CHICKASHA — Chickasha City Council members authorized the Fire and Emergency Medical Services Department to buy a new truck for fire suppression, and federal economic stimulus funds will finance the lion’s share of the cost.
The custom-built “brush truck” will be acquired from Emergency Vehicle Sales and Service of Oklahoma, a Blanchard company that submitted one of the four sealed bids for the contract. Banner Fire Equipment of Chickasha was among the other bidders.
The price tag is $177,995, of which $154,454 (or almost 87%) will be financed from federal ARPA funds allocated by the Grady County Board of Commissioners, and the $23,541 balance will come from city coffers. The American Rescue Plan Act was a $1.9 trillion economic stimulus package approved in 2021 by Congress and President Joe Biden.
Records indicate delivery could range from fall 2023 to late summer 2024, depending upon availability of materials and the length of time required to construct the body of the vehicle.
The city council authorized the purchase at its regular bimonthly meeting Jan. 3.
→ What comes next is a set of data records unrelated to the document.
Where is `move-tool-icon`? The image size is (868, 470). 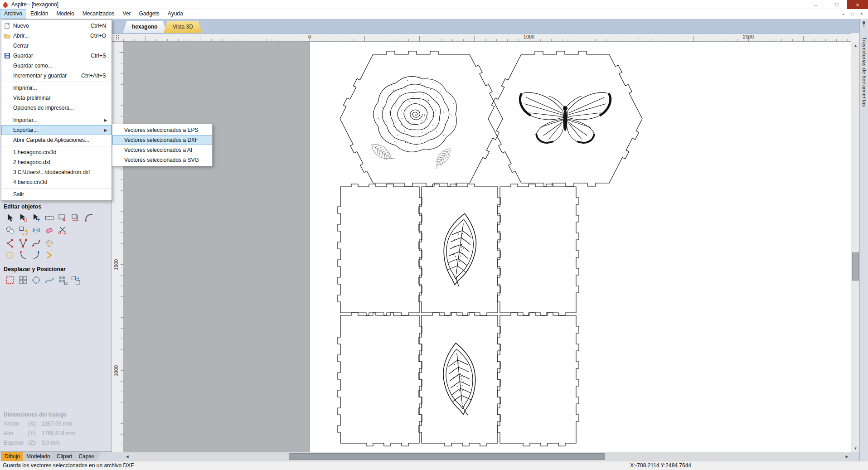 move-tool-icon is located at coordinates (36, 218).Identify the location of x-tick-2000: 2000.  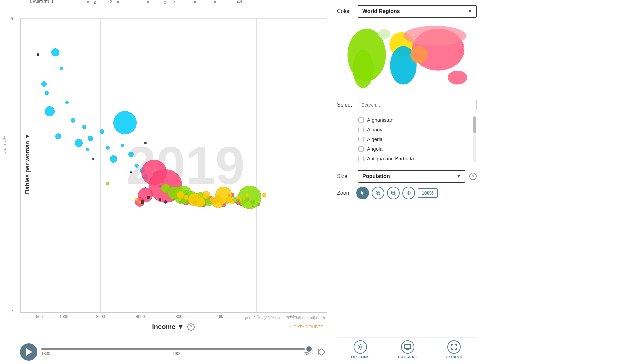
(101, 165). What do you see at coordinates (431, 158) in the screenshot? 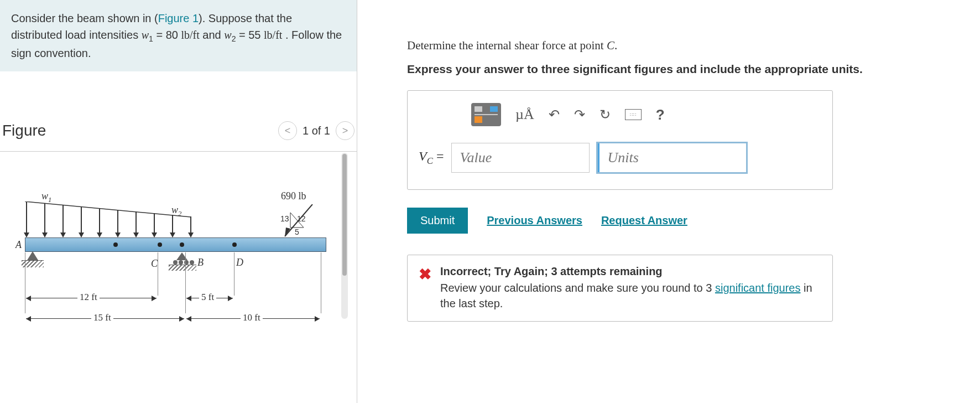
I see `vc-label: VC =` at bounding box center [431, 158].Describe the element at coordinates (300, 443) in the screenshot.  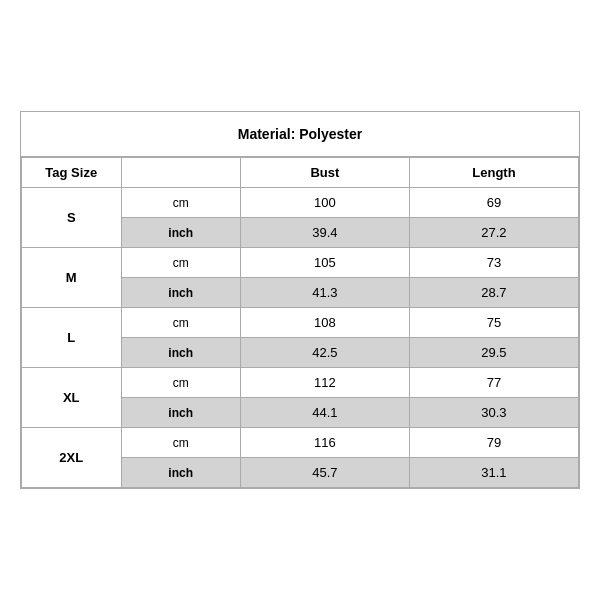
I see `table-row: 2XLcm11679` at that location.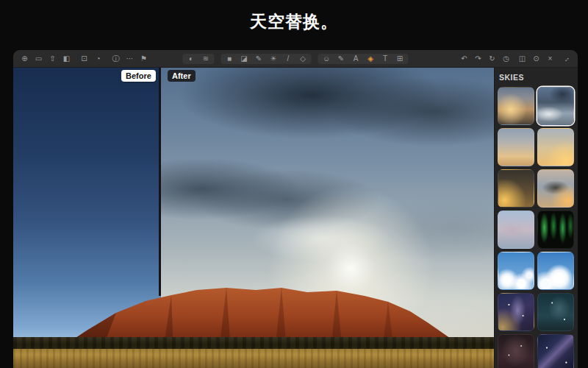  What do you see at coordinates (556, 312) in the screenshot?
I see `sky-starry-teal-night` at bounding box center [556, 312].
The new fire truck will have a 2023 Dodge 5500 4x4 cab chassis with an extra-heavy suspension package and six wheels, a 6.7-liter V8 diesel engine with a 40-gallon fuel tank, a 10-speed automatic transmission, and will weigh approximately 19,500 pounds.
Its cab will have a split front bench seat and a flip-up/fold-down bench seat in the back, a windshield-mounted wide-angle rearview camera system plus a thermal imaging camera.
The truck will be equipped with a 500-gallon co-polymer polypropylene water tank and a pump capable of producing 50 gallons-per-minute at 150 pounds per square inch, or 150 gpm at 100 psi.
Warranties will include one year on the apparatus, two years on the water pump and a lifetime warranty on the water tank, and five years on the electrical system. Structural components of the cab and body will have a 10-year, 100,000-mile warranty, documents show.
Chickasha’s Fire and Emergency Medical Services Department operates a fleet of 10 vehicles from two stations.
The Grady County community of 15,800 residents has 36 career firefighter/emergency medical technicians and two civilian employees, according to the city’s website. Fire personnel are cross-trained as EMTs and paramedics.
The department responds to “between 3,500 and 4,000 requests for service” each year, approximately 70% of which are emergency medical responses, records reflect.
Chickasha’s Fire & EMS Department responds to a wide variety of emergency and non-emergency requests for service, Fire Chief Tony Samaniego said.
Emergency services include not only fire suppression and medical assistance calls, but also hazardous materials mishaps, technical rescue incidents, and other hazardous conditions, he said. Nonemergency services include checking smoke and carbon monoxide detectors.